Large supermarkets will be required to display and advertise the unit price of all packaged grocery items by the end of this year.

Small supermarkets and corner stores have been exempted from the federal government plan, which is aimed at giving consumers more information about grocery prices.

Details of the mandatory national unit-pricing regime, released on Thursday, have been welcomed by consumer groups and retailers.

Unit pricing will apply to all store-based retailers that have a grocery display area greater than 1,000 square metres and supply a prescribed range of food-based grocery items.

More than half of Australia's supermarkets will thus need to comply with the scheme.

Online retailers that supply a prescribed range of food-based grocery items will have the same obligations.

Supermarkets will be required to include unit pricing on print advertising and website advertisements, but not broadcast advertising.

This means stores will have to display prices per unit measure - per 100 grams, 100 millilitres, per metre or per item.
''Unit pricing will help consumers compare packaged grocery items of different sizes easily and quickly,'' Consumer Affairs Minister Chris Bowen told reporters.

The system will be useful where the sizes of packaged items are similar but not identical, he said.

Some goods, such as meat or bread discounted at the end of the day, will be exempted from the scheme.

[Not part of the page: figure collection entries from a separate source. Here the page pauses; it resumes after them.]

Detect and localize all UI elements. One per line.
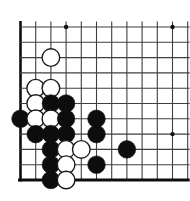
black-stone[interactable] bbox=[88, 125, 106, 143]
go-board-svg[interactable] bbox=[0, 0, 190, 201]
black-stone[interactable] bbox=[57, 110, 75, 128]
white-stone[interactable] bbox=[57, 171, 75, 189]
white-stone[interactable] bbox=[42, 79, 60, 97]
star-point bbox=[170, 132, 174, 136]
black-stone[interactable] bbox=[118, 141, 136, 159]
diagram-page bbox=[0, 0, 190, 201]
white-stone[interactable] bbox=[73, 141, 91, 159]
black-stone[interactable] bbox=[57, 95, 75, 113]
go-board[interactable] bbox=[0, 0, 190, 201]
white-stone[interactable] bbox=[42, 49, 60, 67]
black-stone[interactable] bbox=[88, 110, 106, 128]
star-point bbox=[64, 25, 68, 29]
black-stone[interactable] bbox=[88, 156, 106, 174]
star-point bbox=[170, 25, 174, 29]
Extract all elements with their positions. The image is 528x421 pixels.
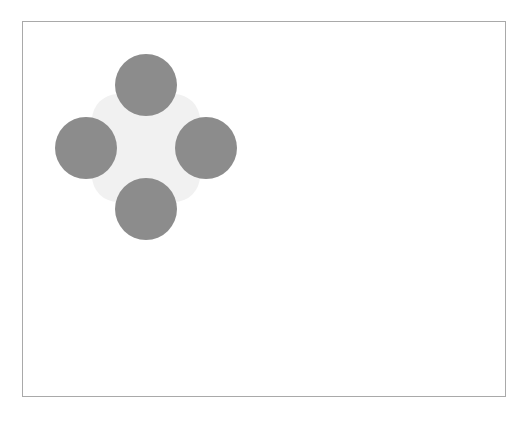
bottom-circle <box>115 178 177 240</box>
figure-svg <box>23 22 507 398</box>
left-circle <box>55 117 117 179</box>
right-circle <box>175 117 237 179</box>
top-circle <box>115 54 177 116</box>
canvas-border-frame <box>22 21 506 397</box>
figure-group <box>23 22 507 398</box>
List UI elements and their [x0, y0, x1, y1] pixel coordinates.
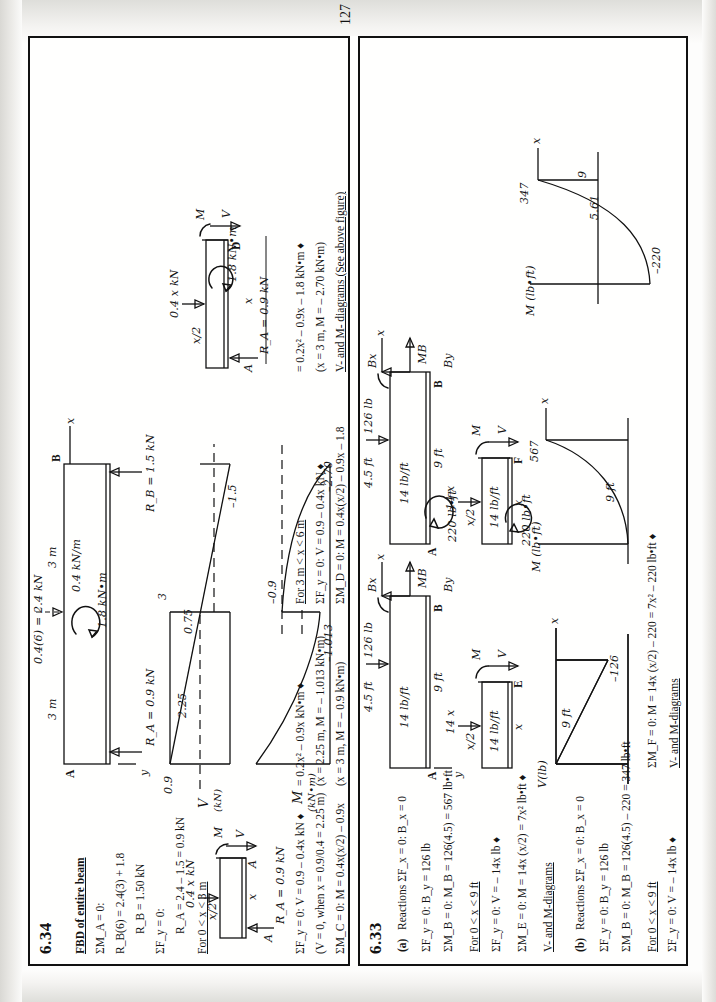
- b-moment-axis-x: x: [530, 138, 543, 144]
- cutD-label-A: A: [242, 364, 255, 372]
- cutD-couple: 1.8 kN•m: [226, 226, 239, 282]
- cutD-moment: M: [194, 209, 207, 220]
- moment-diagram-633b: [360, 34, 690, 964]
- b-moment-label-9: 9: [576, 171, 589, 178]
- scanned-page: 6.34 127: [0, 0, 716, 1002]
- cutD-x: x: [242, 298, 255, 304]
- page-number: 127: [338, 4, 354, 25]
- cutD-half-x: x/2: [190, 326, 203, 344]
- cut-section-D-figure: [30, 34, 352, 964]
- manual-sheet: 6.34 127: [28, 36, 688, 966]
- cutD-load: 0.4 x kN: [168, 269, 181, 318]
- problem-633-panel: 6.33 (a) Reactions ΣF_x = 0: B_x = 0 ΣF_…: [358, 36, 688, 966]
- sheet-wrapper: 6.34 127: [0, 0, 716, 1002]
- problem-634-panel: 6.34 127: [28, 36, 350, 966]
- cutD-reaction: R_A = 0.9 kN: [258, 276, 271, 354]
- b-moment-axis-label: M (lb•ft): [524, 265, 537, 316]
- b-moment-label-n220: –220: [650, 247, 663, 274]
- b-moment-label-5-61: 5.61: [588, 195, 601, 220]
- cutD-shear: V: [220, 210, 233, 218]
- b-moment-label-347: 347: [518, 182, 531, 204]
- cutD-label-D: D: [230, 242, 242, 250]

The low cost of the scheme pleases retailers.

''We have always supported a cost-effective national scheme and the government's model reflects this,'' Australian National Retailers Association CEO Margy Osmond said.

It was a better approach than prescriptive or state-based schemes that would cost more but give consumers no more useful information, she said.

Consumer advocate group Choice has hailed it as a win for consumers, though it still has some concerns about the scheme.

It wants supermarkets to display unit prices at a ''prominent'' size and wants the scheme to stipulate a minimum font size.

Choice also wants unit pricing applied to ''specials'' and ''multi-buys'', items exempted from the planned scheme.

Supermarket giant Woolworths plans to have its own unit-pricing program for about 19,000 products rolled out to all its 790 stores by September.

It says customer feedback since the rollout began in November has been very positive and the planned national scheme will involve little additional cost to retailers.

Discount supermarket ALDI - the first retailer to introduce unit pricing in November 2007 - says the planned scheme will provide a level playing field for Australian retail competition.

The Australian Competition and Consumer Commission, which recommended a unit-pricing scheme in its inquiry into grocery prices last year, will enforce the scheme.

The final version of the code comes into force from December.